St. Petersburg Times Online: Business

Weather | Sports | Forums | Comics | Classifieds | Calendar | Movies

A gleam on shelf, his legacy

C.T. BOWEN
Published March 17, 2004

Surely, somewhere, Al Silver was smiling.

It was a picturesque spring day Sunday. Sunny. Temperatures in the 80s. My two offspring and several of the younger boy's Land O'Lakes Little League teammates pranced around the turf of spanking new Bright House Networks Field in Clearwater, the just-opened spring training home of the Philadelphia Phillies. As part of a community clinic, they and dozens of other children received instruction from a roster of retired Major League Baseball players, including Paul Blair, Jody Reed, Darrell Evans and Jeff Torborg.

They ran bases, they pitched, they fielded ground balls and pop flies and they hit off a tee in the cages beneath the grandstand.

One problem, one of the ex-big leaguers, told the hitters: Most coaches and parents make the mistake of putting the batter right next to the tee. That is incorrect. The tee should be in front of the batter, so he or she hits the ball with the arms extended fully.

Oh.

Now they tell us. It's the first time, after five seasons of coaching the Bad News Bowens, that someone had shared that wisdom.

And I thought of Silver, the youth sports booster and owner of A-OK Trophies in Land O'Lakes, who had succumbed a day earlier to complications from a stroke.

Silver advocated getting rid of the tee in tee ball, the youngest version of Little League baseball in which children strike the ball off a waist-high stationary plastic tee.

Silver hated it. Let them learn to hit a moving pitch, he said. The fact that so many of us set the tee in the wrong place certainly would have cemented his opinion.

Silver despised the one-handed catch, too. Bad habits, he said. The children learn bad habits from watching the major leaguers.

People know of Al Silver's legacy in Land O'Lakes: the American flags, the holiday decorations, the thousands of trophies distributed to central Pasco's young athletes at the conclusion of each sports season, car shows (T-birds a specialty), chamber functions, breakfast with Santa, and charity work.

But his passion for baseball was at the top of the list. That is my recollection after sitting with Al and his wife, Ida, amid the clutter of their former building, the one demolished in the late 1990s by the widening of U.S. 41. I had come on a December day to talk about the holiday decorations. Such an oddity, a Jewish couple championing the community's Christmas spirit. We ended up talking baseball.

Long before free-agent drafts, multimillion-dollar deals for high school seniors and Billy Beane disciples punching numbers into computers to help decide which kid's on-base percentage would be rewarded with a contract, there were people like Silver.

Bird dogs. They were the volunteer scouts who searched the high schools fields and sandlots for talented players and then pointed Major League organizations toward their discoveries. Silver was a bird dog for the Baltimore Orioles.

He once spotted a high school kid on Long Island. Get here, quick, he said he told the Orioles.

Too late. The Boston Red Sox signed the left-handed hitter first. He became recognized universally by his three-letter nickname.

Yaz.

Carl Yastrzemski had a Hall-of-Fame career as a Boston Red Sox left fielder. Give Silver credit. He appreciated talent.

What he didn't appreciate was the escalating salaries of professional athletes. No wonder he put his focus on youth sports.

Children play for sheer enjoyment. Watch them smile when they make contact. Or slide into every base, including first. Or the first time they squeeze a pop fly into the mitt without dropping it.

Of course, there is one more motivation. At least around our house. They play baseball and other sports for that end-of-the-year presentation. They play for the trophies.

It brings a smile just as wide as the one that accompanies the first base hit.

Unknown to them, the trophies frequently had passed through Al Silver's hands on the way to theirs.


▶ Your task: The expected result is every entry, retyped character for character.

▶ Task material:
.....
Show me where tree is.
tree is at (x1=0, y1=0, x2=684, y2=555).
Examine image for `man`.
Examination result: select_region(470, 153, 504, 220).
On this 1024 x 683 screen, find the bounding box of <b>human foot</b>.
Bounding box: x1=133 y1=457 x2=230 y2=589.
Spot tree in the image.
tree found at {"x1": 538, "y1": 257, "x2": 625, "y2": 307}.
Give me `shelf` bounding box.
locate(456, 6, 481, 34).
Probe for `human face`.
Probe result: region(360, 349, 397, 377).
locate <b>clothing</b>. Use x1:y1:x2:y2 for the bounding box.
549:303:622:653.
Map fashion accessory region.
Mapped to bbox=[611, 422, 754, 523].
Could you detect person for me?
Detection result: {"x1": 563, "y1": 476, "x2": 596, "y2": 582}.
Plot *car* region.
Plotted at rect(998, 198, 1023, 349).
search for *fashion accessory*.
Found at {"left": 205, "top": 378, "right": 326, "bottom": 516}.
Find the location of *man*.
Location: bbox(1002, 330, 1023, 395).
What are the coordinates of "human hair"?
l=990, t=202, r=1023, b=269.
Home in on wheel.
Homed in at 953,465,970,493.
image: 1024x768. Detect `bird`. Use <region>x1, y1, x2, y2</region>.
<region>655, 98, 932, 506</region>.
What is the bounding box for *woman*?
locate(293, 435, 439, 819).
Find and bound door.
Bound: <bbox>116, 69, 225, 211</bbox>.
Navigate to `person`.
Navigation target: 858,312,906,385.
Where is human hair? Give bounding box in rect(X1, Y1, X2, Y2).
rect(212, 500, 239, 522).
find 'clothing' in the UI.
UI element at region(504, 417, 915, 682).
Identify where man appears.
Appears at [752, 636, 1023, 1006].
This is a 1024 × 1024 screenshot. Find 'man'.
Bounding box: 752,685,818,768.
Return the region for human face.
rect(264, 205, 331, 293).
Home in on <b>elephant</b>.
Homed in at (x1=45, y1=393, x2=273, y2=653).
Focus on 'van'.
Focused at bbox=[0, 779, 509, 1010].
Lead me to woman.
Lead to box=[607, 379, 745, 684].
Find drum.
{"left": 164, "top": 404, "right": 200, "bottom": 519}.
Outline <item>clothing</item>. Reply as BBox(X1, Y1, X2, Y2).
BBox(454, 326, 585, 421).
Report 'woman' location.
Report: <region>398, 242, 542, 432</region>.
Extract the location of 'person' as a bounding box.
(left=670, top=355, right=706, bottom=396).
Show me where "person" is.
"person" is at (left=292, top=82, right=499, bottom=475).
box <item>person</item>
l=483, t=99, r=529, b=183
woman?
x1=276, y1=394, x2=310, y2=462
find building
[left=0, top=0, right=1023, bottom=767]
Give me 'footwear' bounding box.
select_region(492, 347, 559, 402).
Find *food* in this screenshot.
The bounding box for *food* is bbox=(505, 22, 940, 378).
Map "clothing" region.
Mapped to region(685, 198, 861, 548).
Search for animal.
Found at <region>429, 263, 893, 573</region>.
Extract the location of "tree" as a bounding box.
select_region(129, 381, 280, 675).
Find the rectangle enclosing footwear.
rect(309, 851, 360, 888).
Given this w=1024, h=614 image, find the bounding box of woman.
.....
▶ Exercise solution:
Show me where tree is.
tree is at (x1=0, y1=0, x2=684, y2=555).
Examine image for `man`.
Examination result: select_region(470, 153, 504, 220).
On this 1024 x 683 screen, find the bounding box of <b>human foot</b>.
Bounding box: x1=133 y1=457 x2=230 y2=589.
Spot tree in the image.
tree found at {"x1": 538, "y1": 257, "x2": 625, "y2": 307}.
Give me `shelf` bounding box.
locate(456, 6, 481, 34).
Probe for `human face`.
Probe result: region(360, 349, 397, 377).
locate <b>clothing</b>. Use x1:y1:x2:y2 for the bounding box.
549:303:622:653.
Map fashion accessory region.
Mapped to bbox=[611, 422, 754, 523].
Could you detect person for me?
Detection result: {"x1": 563, "y1": 476, "x2": 596, "y2": 582}.
Plot *car* region.
Plotted at rect(998, 198, 1023, 349).
search for *fashion accessory*.
Found at {"left": 205, "top": 378, "right": 326, "bottom": 516}.
Find the location of *man*.
Location: bbox(1002, 330, 1023, 395).
What are the coordinates of "human hair"?
l=990, t=202, r=1023, b=269.
Home in on wheel.
Homed in at 953,465,970,493.
image: 1024x768. Detect `bird`. Use <region>x1, y1, x2, y2</region>.
<region>655, 98, 932, 506</region>.
What is the bounding box for *woman*?
locate(293, 435, 439, 819).
Find and bound door.
Bound: <bbox>116, 69, 225, 211</bbox>.
Navigate to `person`.
Navigation target: 858,312,906,385.
Where is human hair? Give bounding box in rect(X1, Y1, X2, Y2).
rect(212, 500, 239, 522).
find 'clothing' in the UI.
UI element at region(504, 417, 915, 682).
Identify where man appears.
Appears at [752, 636, 1023, 1006].
This is a 1024 × 1024 screenshot. Find 'man'.
Bounding box: 752,685,818,768.
Return the region for human face.
rect(264, 205, 331, 293).
Home in on <b>elephant</b>.
Homed in at (x1=45, y1=393, x2=273, y2=653).
Focus on 'van'.
Focused at bbox=[0, 779, 509, 1010].
Lead me to woman.
Lead to box=[607, 379, 745, 684].
Find drum.
{"left": 164, "top": 404, "right": 200, "bottom": 519}.
Outline <item>clothing</item>. Reply as BBox(X1, Y1, X2, Y2).
BBox(454, 326, 585, 421).
Report 'woman' location.
Report: <region>398, 242, 542, 432</region>.
Extract the location of 'person' as a bounding box.
(left=670, top=355, right=706, bottom=396).
Show me where "person" is.
"person" is at (left=292, top=82, right=499, bottom=475).
box <item>person</item>
l=483, t=99, r=529, b=183
woman?
x1=276, y1=394, x2=310, y2=462
find building
[left=0, top=0, right=1023, bottom=767]
Give me 'footwear' bounding box.
select_region(492, 347, 559, 402).
Find *food* in this screenshot.
The bounding box for *food* is bbox=(505, 22, 940, 378).
Map "clothing" region.
Mapped to region(685, 198, 861, 548).
Search for animal.
Found at <region>429, 263, 893, 573</region>.
Extract the location of "tree" as a bounding box.
select_region(129, 381, 280, 675).
Find the rectangle enclosing footwear.
rect(309, 851, 360, 888).
Given this w=1024, h=614 image, find the bounding box of woman.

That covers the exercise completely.